Improving the Privacy and Accuracy of ADMM-Based Distributed Algorithms
This work addresses privacy concerns in distributed machine learning for applications like federated learning, but it is incremental as it builds on prior differentially private ADMM methods.
The paper tackles the problem of data privacy leakage in distributed ADMM algorithms by proposing a perturbation method that correlates noise with penalty parameters, improving both utility and privacy simultaneously, with derived convergence conditions and lower bounds on the convergence rate.
Alternating direction method of multiplier (ADMM) is a popular method used to design distributed versions of a machine learning algorithm, whereby local computations are performed on local data with the output exchanged among neighbors in an iterative fashion. During this iterative process the leakage of data privacy arises. A differentially private ADMM was proposed in prior work (Zhang & Zhu, 2017) where only the privacy loss of a single node during one iteration was bounded, a method that makes it difficult to balance the tradeoff between the utility attained through distributed computation and privacy guarantees when considering the total privacy loss of all nodes over the entire iterative process. We propose a perturbation method for ADMM where the perturbed term is correlated with the penalty parameters; this is shown to improve the utility and privacy simultaneously. The method is based on a modified ADMM where each node independently determines its own penalty parameter in every iteration and decouples it from the dual updating step size. The condition for convergence of the modified ADMM and the lower bound on the convergence rate are also derived.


Among the records below, which lines contain the string "Caribbean"? Report them.

▶ _INFORMATION SUPPLIED_
-- Opening Marker --
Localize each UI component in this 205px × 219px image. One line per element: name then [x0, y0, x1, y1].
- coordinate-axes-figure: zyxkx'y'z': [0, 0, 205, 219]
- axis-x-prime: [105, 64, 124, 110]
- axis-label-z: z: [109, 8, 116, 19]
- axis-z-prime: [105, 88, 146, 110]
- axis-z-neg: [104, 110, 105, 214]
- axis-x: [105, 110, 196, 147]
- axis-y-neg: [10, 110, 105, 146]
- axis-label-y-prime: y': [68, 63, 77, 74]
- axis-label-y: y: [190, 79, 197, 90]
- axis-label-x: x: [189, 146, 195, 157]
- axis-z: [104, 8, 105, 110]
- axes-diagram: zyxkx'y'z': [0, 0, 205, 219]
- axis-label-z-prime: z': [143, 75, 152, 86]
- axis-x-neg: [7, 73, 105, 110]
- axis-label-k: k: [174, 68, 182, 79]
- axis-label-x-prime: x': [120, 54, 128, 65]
-- Closing Marker --
-- Opening Marker --
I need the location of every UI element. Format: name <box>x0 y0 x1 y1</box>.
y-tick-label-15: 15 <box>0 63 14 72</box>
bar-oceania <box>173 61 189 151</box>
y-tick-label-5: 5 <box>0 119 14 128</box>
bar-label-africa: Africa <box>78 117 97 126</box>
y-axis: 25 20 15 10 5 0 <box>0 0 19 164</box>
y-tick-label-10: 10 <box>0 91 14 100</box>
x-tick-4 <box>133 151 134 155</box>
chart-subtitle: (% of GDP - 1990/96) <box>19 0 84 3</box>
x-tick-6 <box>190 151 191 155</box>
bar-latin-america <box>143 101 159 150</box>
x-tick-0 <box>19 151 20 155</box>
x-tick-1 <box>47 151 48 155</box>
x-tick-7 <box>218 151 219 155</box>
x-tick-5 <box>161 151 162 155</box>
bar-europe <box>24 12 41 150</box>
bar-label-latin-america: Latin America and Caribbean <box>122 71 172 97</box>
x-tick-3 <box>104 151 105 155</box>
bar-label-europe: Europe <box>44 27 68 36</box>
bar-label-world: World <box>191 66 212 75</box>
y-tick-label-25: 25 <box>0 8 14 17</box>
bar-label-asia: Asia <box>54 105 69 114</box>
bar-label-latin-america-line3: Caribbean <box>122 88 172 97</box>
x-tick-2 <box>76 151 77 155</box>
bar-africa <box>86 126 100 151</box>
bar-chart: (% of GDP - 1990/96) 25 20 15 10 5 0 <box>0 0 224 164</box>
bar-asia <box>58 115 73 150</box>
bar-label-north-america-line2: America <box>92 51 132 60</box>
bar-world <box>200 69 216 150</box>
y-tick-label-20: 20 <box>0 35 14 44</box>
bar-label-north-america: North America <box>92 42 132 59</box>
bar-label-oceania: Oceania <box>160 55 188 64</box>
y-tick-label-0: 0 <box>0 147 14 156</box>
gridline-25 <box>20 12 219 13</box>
-- Closing Marker --
▶ _SOLUTION_
bar-label-latin-america: Latin America and Caribbean <box>122 71 172 97</box>
bar-label-latin-america-line3: Caribbean <box>122 88 172 97</box>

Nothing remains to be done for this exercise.